Incurable Bacteria Threatens Citrus Groves – Insects Spread ‘Greening’ Disease On Trees

By:
01/19/2011 01:58 PM ET

Incurable Bacteria Threatens Citrus Groves — Big problem. Citrus Groves in Florida are vulnerable to an incurable bacteria that’s spreading fast. It’s becoming such a big problem that Florida farmers have lost much of their crop.

Citrus greening has destroyed groves in the U.S., Brazil, Asia and Africa. Detected in Florida in 2005, it leaves fruit sour, malformed and unusable. Eventually, it kills the tree.

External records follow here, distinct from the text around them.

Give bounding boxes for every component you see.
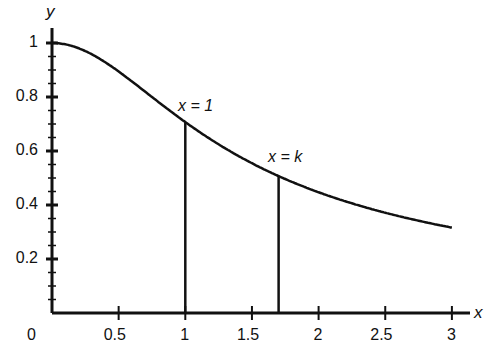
y-axis-label: y — [46, 2, 55, 22]
x-tick-label: 2 — [314, 326, 323, 344]
y-tick-label: 1 — [29, 33, 38, 51]
x-tick-label: 0.5 — [104, 326, 126, 344]
y-tick-label: 0.6 — [16, 141, 38, 159]
y-tick-label: 0.8 — [16, 87, 38, 105]
x-tick-label: 1.5 — [237, 326, 259, 344]
annotation-x-equals-k: x = k — [268, 148, 302, 166]
curve-line — [52, 43, 452, 228]
chart-plot — [0, 0, 485, 355]
y-tick-label: 0.2 — [16, 249, 38, 267]
x-axis-label: x — [474, 303, 483, 323]
origin-label: 0 — [27, 326, 36, 344]
x-tick-label: 2.5 — [370, 326, 392, 344]
x-tick-label: 1 — [180, 326, 189, 344]
y-tick-label: 0.4 — [16, 195, 38, 213]
annotation-x-equals-1: x = 1 — [178, 97, 213, 115]
x-tick-label: 3 — [447, 326, 456, 344]
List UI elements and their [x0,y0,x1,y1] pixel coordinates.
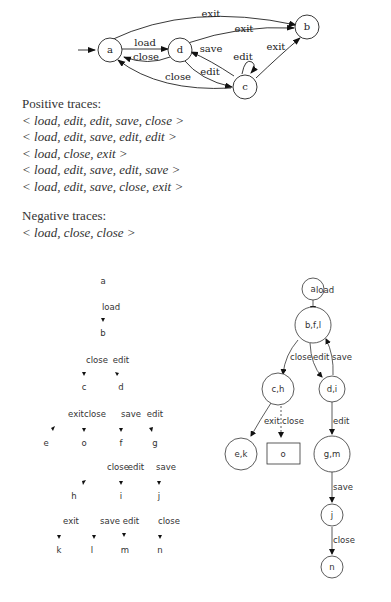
tree-node: g [152,438,157,448]
tree-node: f [120,438,124,448]
tree-edge-label: close [158,516,180,526]
tree-node: h [71,491,76,501]
edge-label-save: save [333,482,353,492]
merged-node-label: j [330,510,333,520]
tree-node: l [91,545,93,555]
tree-node: b [100,328,105,338]
bottom-diagrams: a b c d e o f g h i j k l m n load close… [0,0,391,602]
tree-node: o [81,438,86,448]
edge-label-load: load [316,285,334,295]
merged-node-label: d,i [327,384,337,394]
edge-label-edit: edit [333,416,350,426]
tree-edge-label: save [156,462,176,472]
tree-edge-label: close [107,462,129,472]
merged-node-label: n [329,562,334,572]
edge-label-save: save [332,352,352,362]
merged-node-label: o [280,449,285,459]
merged-node-label: a [310,284,315,294]
tree-node: d [118,382,123,392]
tree-edge-label: save [100,516,120,526]
tree-node: k [57,545,62,555]
tree-edge-label: close [84,409,106,419]
tree-edge-label: save [121,409,141,419]
tree-node: c [82,382,87,392]
edge-label-exit: exit [264,416,280,426]
tree-node: i [120,491,122,501]
edge-label-edit: edit [313,352,330,362]
tree-edge-label: edit [123,516,140,526]
merged-node-label: g,m [324,449,340,459]
merged-state-machine: a b,f,l c,h d,i e,k o g,m j n load close… [225,278,355,578]
edge-label-close: close [333,535,355,545]
tree-node: n [157,545,162,555]
tree-edge-label: close [86,355,108,365]
tree-edge-label: edit [147,409,164,419]
tree-node: m [121,545,129,555]
edge-label-close: close [290,352,312,362]
tree-node: a [100,276,105,286]
tree-edge-label: edit [113,355,130,365]
edge-label-close: close [282,416,304,426]
merged-node-label: c,h [272,384,285,394]
merged-node-label: e,k [235,449,248,459]
prefix-tree: a b c d e o f g h i j k l m n load close… [43,276,180,555]
tree-node: j [157,491,160,501]
tree-edge-label: edit [128,462,145,472]
tree-edge-label: exit [68,409,84,419]
merged-node-label: b,f,l [305,320,321,330]
tree-edge-label: exit [63,516,79,526]
tree-node: e [43,438,48,448]
tree-edge-label: load [102,302,120,312]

The disease has been particularly devastating because it takes years for citrus trees to reach peak production, and the disease targets young trees, making it difficult for growers to replace those that have been lost.

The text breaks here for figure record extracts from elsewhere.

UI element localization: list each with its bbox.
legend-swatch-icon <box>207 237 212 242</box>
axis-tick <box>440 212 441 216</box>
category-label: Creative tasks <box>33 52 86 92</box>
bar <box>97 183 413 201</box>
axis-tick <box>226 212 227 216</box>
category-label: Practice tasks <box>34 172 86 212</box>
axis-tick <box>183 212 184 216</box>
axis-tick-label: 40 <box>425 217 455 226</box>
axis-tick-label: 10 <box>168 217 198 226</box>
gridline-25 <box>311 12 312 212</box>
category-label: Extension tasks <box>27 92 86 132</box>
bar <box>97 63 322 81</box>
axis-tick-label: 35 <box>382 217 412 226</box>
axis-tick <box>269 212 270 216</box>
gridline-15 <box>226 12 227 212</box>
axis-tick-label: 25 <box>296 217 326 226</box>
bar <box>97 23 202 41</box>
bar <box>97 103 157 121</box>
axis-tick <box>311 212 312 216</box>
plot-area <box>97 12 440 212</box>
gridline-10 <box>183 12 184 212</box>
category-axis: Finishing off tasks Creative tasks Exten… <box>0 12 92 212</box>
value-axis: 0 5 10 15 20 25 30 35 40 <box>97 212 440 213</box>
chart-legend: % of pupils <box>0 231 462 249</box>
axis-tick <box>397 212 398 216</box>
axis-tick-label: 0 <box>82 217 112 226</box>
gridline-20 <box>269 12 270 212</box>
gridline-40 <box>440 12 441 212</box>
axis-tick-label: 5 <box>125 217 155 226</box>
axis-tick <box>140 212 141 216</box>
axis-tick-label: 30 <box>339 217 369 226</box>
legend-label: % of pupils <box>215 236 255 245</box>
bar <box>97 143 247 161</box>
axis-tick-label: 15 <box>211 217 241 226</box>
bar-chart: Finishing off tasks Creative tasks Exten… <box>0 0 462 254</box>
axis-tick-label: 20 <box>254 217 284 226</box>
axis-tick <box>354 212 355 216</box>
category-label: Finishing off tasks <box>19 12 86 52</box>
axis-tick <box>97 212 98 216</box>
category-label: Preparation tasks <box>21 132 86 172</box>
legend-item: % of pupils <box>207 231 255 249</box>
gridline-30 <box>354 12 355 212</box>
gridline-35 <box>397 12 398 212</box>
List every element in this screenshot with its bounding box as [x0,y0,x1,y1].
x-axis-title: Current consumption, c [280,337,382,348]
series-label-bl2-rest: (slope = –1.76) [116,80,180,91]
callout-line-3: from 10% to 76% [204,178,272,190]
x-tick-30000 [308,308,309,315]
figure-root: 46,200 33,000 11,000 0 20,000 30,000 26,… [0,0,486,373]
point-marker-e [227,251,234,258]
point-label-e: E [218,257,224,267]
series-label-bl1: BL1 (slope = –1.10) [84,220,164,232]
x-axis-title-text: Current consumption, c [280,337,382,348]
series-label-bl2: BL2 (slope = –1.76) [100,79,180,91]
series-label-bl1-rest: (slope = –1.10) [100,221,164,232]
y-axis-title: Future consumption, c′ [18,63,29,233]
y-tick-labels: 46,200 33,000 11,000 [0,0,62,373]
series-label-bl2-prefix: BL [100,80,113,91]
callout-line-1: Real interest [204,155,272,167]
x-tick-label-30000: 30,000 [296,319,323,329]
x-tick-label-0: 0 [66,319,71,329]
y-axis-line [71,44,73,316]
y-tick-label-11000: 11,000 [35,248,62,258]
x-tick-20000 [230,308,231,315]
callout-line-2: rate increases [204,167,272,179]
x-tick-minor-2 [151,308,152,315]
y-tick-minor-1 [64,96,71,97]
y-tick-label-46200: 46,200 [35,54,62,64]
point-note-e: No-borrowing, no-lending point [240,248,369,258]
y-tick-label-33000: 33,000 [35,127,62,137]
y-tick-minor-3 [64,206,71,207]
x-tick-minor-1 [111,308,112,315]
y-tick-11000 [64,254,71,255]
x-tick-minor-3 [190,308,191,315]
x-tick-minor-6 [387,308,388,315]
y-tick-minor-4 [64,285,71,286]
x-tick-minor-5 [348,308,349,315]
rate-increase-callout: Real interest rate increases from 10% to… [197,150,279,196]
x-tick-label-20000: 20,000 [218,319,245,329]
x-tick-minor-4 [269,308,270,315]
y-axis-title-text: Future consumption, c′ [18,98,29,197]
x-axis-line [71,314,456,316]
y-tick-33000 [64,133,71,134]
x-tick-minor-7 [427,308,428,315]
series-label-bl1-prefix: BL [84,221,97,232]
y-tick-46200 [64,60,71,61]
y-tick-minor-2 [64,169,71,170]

“It’s probably is one of the biggest negative impacts in Florida today, short of the housing collapse,” said Louis Schacht, a Vero Beach farmer whose family has grown oranges for 60 years.

Trees don’t pass the bacteria to each other. Instead, greening — also known as yellow dragon disease, HIB or, in Chinese, Huanglongbing — is spread by insects. There is no cure.

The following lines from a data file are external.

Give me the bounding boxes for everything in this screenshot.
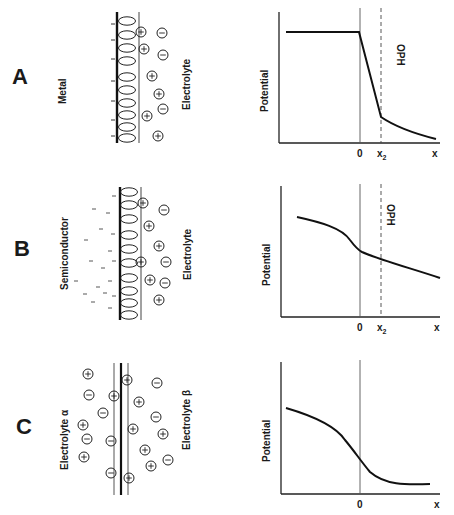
y-axis-label-b: Potential (261, 244, 272, 286)
x-tick-x2-b: x2 (377, 322, 387, 335)
electrolyte-beta-label: Electrolyte β (181, 390, 192, 450)
electrolyte-alpha-label: Electrolyte α (59, 409, 70, 470)
potential-curve-b (297, 217, 440, 278)
semiconductor-label: Semiconductor (59, 217, 70, 290)
x-tick-zero-b: 0 (357, 322, 363, 333)
x-tick-zero-c: 0 (357, 499, 363, 510)
potential-curve-c (286, 408, 430, 484)
x-tick-x2-a: x2 (377, 148, 387, 161)
metal-surface-charges (111, 24, 115, 136)
oph-label-b: OPH (385, 204, 396, 226)
potential-curve-a (286, 32, 436, 139)
interface-schematic-a (111, 12, 168, 143)
potential-graph-a: Potential OPH 0 x2 x (259, 8, 440, 161)
interface-schematic-b (74, 187, 171, 320)
x-axis-label-c: x (434, 499, 440, 510)
panel-letter-b: B (14, 236, 30, 261)
electrolyte-label-b: Electrolyte (182, 228, 193, 280)
y-axis-label-c: Potential (261, 420, 272, 462)
interface-schematic-c (78, 363, 173, 495)
panel-letter-c: C (16, 414, 32, 439)
oph-label-a: OPH (395, 44, 406, 66)
metal-label: Metal (57, 78, 68, 104)
potential-graph-b: Potential OPH 0 x2 x (261, 184, 440, 335)
electrolyte-label-a: Electrolyte (181, 58, 192, 110)
x-tick-zero-a: 0 (357, 148, 363, 159)
ions-c (78, 369, 173, 483)
x-axis-label-b: x (434, 322, 440, 333)
x-axis-label-a: x (432, 148, 438, 159)
panel-c: C Electrolyte α Electrolyte β Potential (16, 360, 440, 510)
figure: A Metal Electrolyte (0, 0, 454, 515)
y-axis-label-a: Potential (259, 70, 270, 112)
panel-b: B Semiconductor Electrolyte (14, 184, 440, 335)
potential-graph-c: Potential 0 x (261, 360, 440, 510)
water-dipoles-b (121, 188, 138, 319)
panel-letter-a: A (12, 64, 28, 89)
ions-a (136, 27, 168, 141)
space-charge-electrons (74, 196, 116, 308)
panel-a: A Metal Electrolyte (12, 8, 440, 161)
water-dipoles-a (119, 17, 136, 142)
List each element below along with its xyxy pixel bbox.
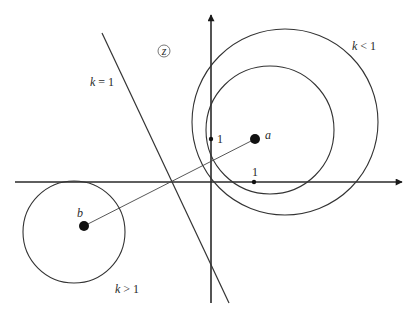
label-unit-y: 1	[217, 132, 223, 146]
plane-symbol-z: z	[161, 44, 167, 58]
outer-circle-k-less-than-1	[192, 29, 378, 215]
label-k-equals-1: k = 1	[90, 75, 114, 89]
label-point-b: b	[77, 206, 83, 220]
label-point-a: a	[265, 128, 271, 142]
label-unit-x: 1	[252, 165, 258, 179]
point-b-dot	[79, 221, 89, 231]
apollonius-circles-diagram: z k = 1 k < 1 k > 1 a b 1 1	[0, 0, 413, 315]
point-a-dot	[250, 134, 260, 144]
unit-tick-y-dot	[209, 137, 213, 141]
bisector-line-k-equals-1	[102, 33, 229, 303]
label-k-greater-than-1: k > 1	[115, 282, 139, 296]
unit-tick-x-dot	[252, 180, 256, 184]
diagram-canvas: z k = 1 k < 1 k > 1 a b 1 1	[0, 0, 413, 315]
circle-k-greater-than-1	[23, 181, 125, 283]
label-k-less-than-1: k < 1	[352, 39, 376, 53]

Hundreds of researchers from more than a dozen countries converged on Orlando last week to talk about the disease and hear the latest research. They found hope in one announcement: A University of Florida-led group of international scientists has assembled the genome sequences for two citrus varieties — sweet orange and Clementine mandarin — in an effort to determine why trees are so susceptible to greening. Eventually, they hope to engineer varieties that aren’t.

“There is nothing we have today that is effective against the bacteria,” said Dan Gunter, chief operating officer of the Citrus Research and Development Foundation Inc., which funds research on greening and other citrus issues.